Bunantine Greenhouse, a 60 year old black woman and the Pentagon's highest ranking civilian employee, has been demoted from her job as the chief
overseer of contracts for the Army Corps of Engineers after questioning large no-bid contracts awarded to Halliburton for work in Iraq. Greenhouse,
with twenty years of military procurement experience and high performance ratings prior to the war, was given a poor performance review and offered a
much lower civil works position, or early retirement. She is fighting the decision as whistleblower retaliation.
www.vanityfair.com
The Spoils of War
By MICHAEL SHNAYERSON
Halliburton subsidiary KBR got $12 billion worth of exclusive contracts for work in Iraq. But even more shocking is how KBR spent some of the money.
Former U.S. Army Corps of Engineers official Bunnatine Greenhouse is blowing the whistle on the Dick Cheney–linked company's profits of war
This time, she was sure, they were going to get her.
Bunnatine Greenhouse had been a huge nuisance since the buildup to the war in Iraq—questioning contracts, writing caveats on them in her spidery
script, wanting to know why Halliburton and its subsidiary KBR (formerly known as Kellogg, Brown and Root) should be thrown billions of dollars of
government business while other companies, big and small, were shut out.
And Bunny Greenhouse wasn't that easy to ignore: she was the highest-ranking civilian at the U.S. Army Corps of Engineers (USACE). Specifically, she
was the officer in charge of ensuring that any work contracted out by the Army Corps to private industry—from help in building bridges and dams and
highways to support for wartime troops—was granted in a fair and aboveboard way. For two years, Greenhouse had asked hard questions about why the
head of the Corps, to whom she reported directly, kept giving exclusive, non-compete contracts to KBR that now amounted to roughly $10.8 billion.
Greenhouse was fearless, and she was blunt. In the Corps's male hierarchy, it probably didn't help that she was a woman—or that she was black.
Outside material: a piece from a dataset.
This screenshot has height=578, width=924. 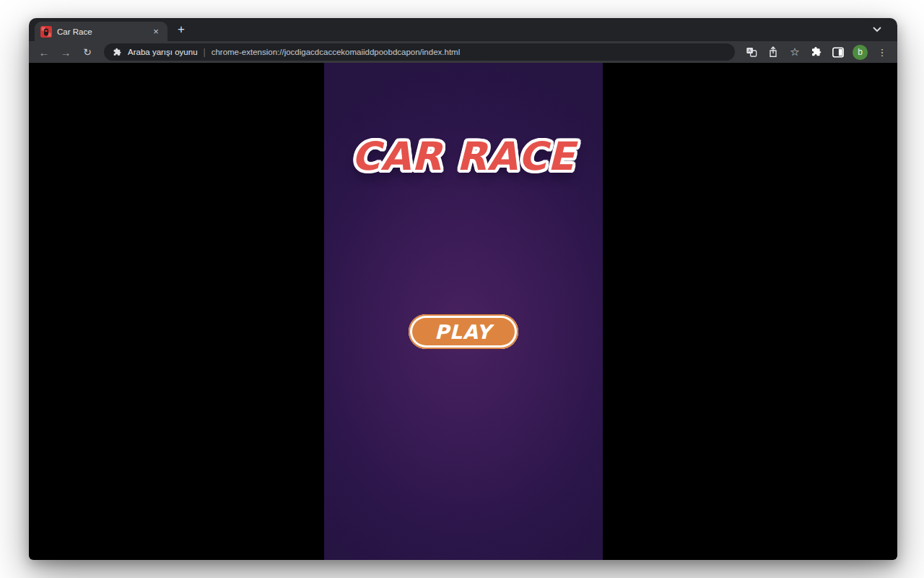 I want to click on tab-title: Car Race, so click(x=101, y=32).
On October 6, 2004, Greenhouse was summoned by the Corps's deputy commander, Major General Robert Griffin. She knew that the top brass was eager to
finalize the Corps's latest contract for KBR, a $75 million extension for troop support in the Balkans. Already it had gone through several drafts,
mostly because Greenhouse kept questioning the rationale for giving it to KBR without competitive bidding. What she didn't know was that her superiors
had closed ranks against her.
When Greenhouse entered the general's office, he handed her a letter that explained she was being demoted for poor performance—a curious indictment,
given that she'd received high performance ratings before the war. The demotion would knock her down to the government rank of GS-15. That was like
going from senior vice president in a Fortune 500 company to middle management. She could retire instead with full benefits if she liked, the letter
went on to say. She was, after all, 60.
Please visit the link provided for the complete story.
Michael Kohn, Greenhouse's lawyer, is calling the demotion an "obvious reprisal". It sure looks that way to me, too. This lady is just trying to do
her job, as she has for twenty years, reviewing contracts for viability and due process. When she saw the discrepancies with the Halliburton and KBR
contracts, she spoke out, doing her job. Now she is being censured for it. She is being scape-goated for pointing out that Halliburton and KBR are
receiving special treatment.
Related AboveTopSecret.com Discussion Threads:
Haliburton Hearing? Feeding our troops expired food?